Mr. Fox’s unofficial home was the Maryland Renaissance Festival.
Jules Smith, president and general manager of that festival, said Mr. Fox always preferred to perform outdoors in the daylight rather than in a theater so that he could see the members of the audience and enjoy their reactions.
When he became ill, friends and fellow performers started a fund-raising campaign to send him to Arizona for alternative cancer treatment, and for a time that treatment seemed to help.
“You can tell people I’ll be back,” he told The Capital Gazette of Annapolis, Md., in August.
When he returned to the renaissance fair, the festival honored him by renaming one of its stages the Royal Fox Theater.
After his performances this summer and fall at the festival, despite his illness, “he would stay and sign autographs until the very last person got one and a photo with him as well, which usually took more than one and one half hours after his show,” Mr. Smith said by email.
The festival said Mr. Fox was married and divorced several times. His companion in recent years had been Barbara Calvert. He is survived by a son, Kelly.
Mr. Fox had a large collection of odd memorabilia, which he put on display in 1999 at the Freakatorium.

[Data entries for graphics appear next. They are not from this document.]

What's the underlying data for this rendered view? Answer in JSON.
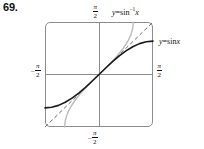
{
  "figure": {
    "problem_number": "69.",
    "background_color": "#ffffff",
    "frame_color": "#8d8d8d",
    "axis_color": "#8d8d8d"
  },
  "axis_labels": {
    "top": {
      "sign": "",
      "numerator": "π",
      "denominator": "2",
      "value": "π/2"
    },
    "right": {
      "sign": "",
      "numerator": "π",
      "denominator": "2",
      "value": "π/2"
    },
    "left": {
      "sign": "–",
      "numerator": "π",
      "denominator": "2",
      "value": "-π/2"
    },
    "bottom": {
      "sign": "–",
      "numerator": "π",
      "denominator": "2",
      "value": "-π/2"
    }
  },
  "curve_labels": {
    "arcsin": {
      "lhs": "y",
      "eq": "=",
      "fn": "sin",
      "exp": "−1",
      "arg": "x",
      "full": "y = sin⁻¹ x"
    },
    "sin": {
      "lhs": "y",
      "eq": "=",
      "fn": "sin",
      "exp": "",
      "arg": "x",
      "full": "y = sin x"
    }
  },
  "chart_data": {
    "type": "line",
    "title": "",
    "xlabel": "",
    "ylabel": "",
    "xlim": [
      -1.5708,
      1.5708
    ],
    "ylim": [
      -1.5708,
      1.5708
    ],
    "grid": false,
    "legend": "inline-annotations",
    "xticks": [
      "-π/2",
      "π/2"
    ],
    "yticks": [
      "-π/2",
      "π/2"
    ],
    "series": [
      {
        "name": "y = sin x",
        "style": "solid",
        "color": "#1a1a1a",
        "width": 1.6,
        "x": [
          -1.5708,
          -1.3744,
          -1.1781,
          -0.9817,
          -0.7854,
          -0.589,
          -0.3927,
          -0.1963,
          0,
          0.1963,
          0.3927,
          0.589,
          0.7854,
          0.9817,
          1.1781,
          1.3744,
          1.5708
        ],
        "y": [
          -1,
          -0.9808,
          -0.9239,
          -0.8315,
          -0.7071,
          -0.5556,
          -0.3827,
          -0.1951,
          0,
          0.1951,
          0.3827,
          0.5556,
          0.7071,
          0.8315,
          0.9239,
          0.9808,
          1
        ]
      },
      {
        "name": "y = sin⁻¹ x",
        "style": "solid",
        "color": "#bdbdbd",
        "width": 1.4,
        "x": [
          -1,
          -0.9808,
          -0.9239,
          -0.8315,
          -0.7071,
          -0.5556,
          -0.3827,
          -0.1951,
          0,
          0.1951,
          0.3827,
          0.5556,
          0.7071,
          0.8315,
          0.9239,
          0.9808,
          1
        ],
        "y": [
          -1.5708,
          -1.3744,
          -1.1781,
          -0.9817,
          -0.7854,
          -0.589,
          -0.3927,
          -0.1963,
          0,
          0.1963,
          0.3927,
          0.589,
          0.7854,
          0.9817,
          1.1781,
          1.3744,
          1.5708
        ]
      },
      {
        "name": "y = x",
        "style": "dashed",
        "color": "#6b6b6b",
        "width": 1.0,
        "x": [
          -1.5708,
          1.5708
        ],
        "y": [
          -1.5708,
          1.5708
        ]
      }
    ],
    "annotations": [
      {
        "text": "y = sin⁻¹ x",
        "position": "top-right-outside"
      },
      {
        "text": "y = sin x",
        "position": "right-outside"
      }
    ]
  }
}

However, the $5 admission fee and the limited amount of traffic were not enough to keep the museum going in a rapidly gentrifying neighborhood.
“People say: ‘Don’t close. We love you,’ ” Mr. Fox said in 2005 as he was preparing to close the museum. “It’s great to hear that, but do you want to pay the bills?”
Had he chosen to, Mr. Fox could certainly have paid those bills through pickpocketing. At the end of his shows, he would invite an audience member to come pull the grand-finale sword out of his mouth.
“I have a present for you for helping out,” he would tell the dragooned assistant after the sword was disgorged. “It’s a nice watch.”
It was the person’s own watch, which he had pilfered in the midst of the bit.
An earlier version of this obituary misstated the year Mr. Fox was born. It was 1953, not 1954. As the obituary correctly notes, he was 64.